Beamr founder Sharon Carmel. Photo: Beamr Beamr founder Sharon Carmel. Photo: Beamr Beamr founder Sharon Carmel. Photo: Beamr

The Tech Emmy is given to companies that develop innovative groundbreaking technologies that promote the television industry in the fields of recording, production, and broadcasting. Beamr’s technology is based on a visual quality metric which it developed that identifies when quality is lost in an image or frame of a video as a result of over compression side effects. Using that metric, the video compressor is able to compress the clip without harming the visual quality. The device calibrates the video through a quality test which Beamr uses to assist thousands of users conduct “mass sourcing,” which ensures a very high degree of compatibility between the compressed image and the human eye.

The company was founded in 2009 and has 35 employees across its offices in Herzliya, Palo Alto, and Saint Petersburg. The company’s founder Sharon Carmel, is a veteran entrepreneur in the local tech industry and was behind Emblaze, a software startup. The tech team also includes Tamar Shoham, the company’s VP of Technology, who is an Orthodox woman who was born in Australia, who developed the technology that won the Emmy from scratch - starting from the academic research, through developing the algorithm and simulating it, and up to constructing the software system.
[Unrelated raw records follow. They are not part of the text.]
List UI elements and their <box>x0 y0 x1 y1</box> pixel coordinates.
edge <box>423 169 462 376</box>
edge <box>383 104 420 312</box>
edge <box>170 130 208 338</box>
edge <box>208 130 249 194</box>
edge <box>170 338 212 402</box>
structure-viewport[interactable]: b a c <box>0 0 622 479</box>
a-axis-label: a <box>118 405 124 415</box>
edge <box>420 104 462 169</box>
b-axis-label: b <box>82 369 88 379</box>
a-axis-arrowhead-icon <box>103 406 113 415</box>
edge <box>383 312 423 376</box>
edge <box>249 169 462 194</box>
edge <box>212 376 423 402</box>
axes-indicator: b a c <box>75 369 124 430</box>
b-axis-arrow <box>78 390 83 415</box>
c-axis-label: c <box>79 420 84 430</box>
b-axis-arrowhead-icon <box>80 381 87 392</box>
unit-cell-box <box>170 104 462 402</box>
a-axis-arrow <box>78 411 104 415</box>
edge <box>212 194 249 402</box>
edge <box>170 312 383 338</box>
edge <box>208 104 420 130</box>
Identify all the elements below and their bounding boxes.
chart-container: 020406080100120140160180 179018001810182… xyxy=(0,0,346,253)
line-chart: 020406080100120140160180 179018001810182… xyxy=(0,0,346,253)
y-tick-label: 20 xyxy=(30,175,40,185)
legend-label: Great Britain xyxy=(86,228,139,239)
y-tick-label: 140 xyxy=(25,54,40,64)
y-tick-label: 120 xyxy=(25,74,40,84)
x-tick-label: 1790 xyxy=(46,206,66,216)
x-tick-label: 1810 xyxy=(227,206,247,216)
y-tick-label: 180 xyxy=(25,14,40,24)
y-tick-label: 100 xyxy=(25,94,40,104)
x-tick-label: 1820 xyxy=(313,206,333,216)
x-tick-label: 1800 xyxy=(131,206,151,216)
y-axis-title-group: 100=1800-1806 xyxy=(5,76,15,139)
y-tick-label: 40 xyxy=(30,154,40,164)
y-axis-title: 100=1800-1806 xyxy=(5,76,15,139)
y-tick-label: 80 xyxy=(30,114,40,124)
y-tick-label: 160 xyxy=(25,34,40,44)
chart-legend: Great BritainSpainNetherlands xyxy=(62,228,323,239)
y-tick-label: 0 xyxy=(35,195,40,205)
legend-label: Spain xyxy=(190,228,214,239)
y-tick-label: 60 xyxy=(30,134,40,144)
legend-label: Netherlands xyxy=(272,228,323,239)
Beamr VP of Technology Tamar Shoham developed the company Beamr VP of Technology Tamar Shoham developed the company's technology. Photo: Beamr Beamr VP of Technology Tamar Shoham developed the company

The team also includes CTO Dror Gill, whose father, Dr. Aharon Gill, a professor at the Technion Institute of Technology, formerly worked at the Israeli Zoran Corporation, and was a member of the International Standards Committee for Image Compression (JPEG) and videos (MPEG). Aharon Gill is also an Emmy recipient having won the prize for developing the very technologies that enable the digital television and internet broadcasts that exist today, making Dror a second generation of Emmy winners for video compression.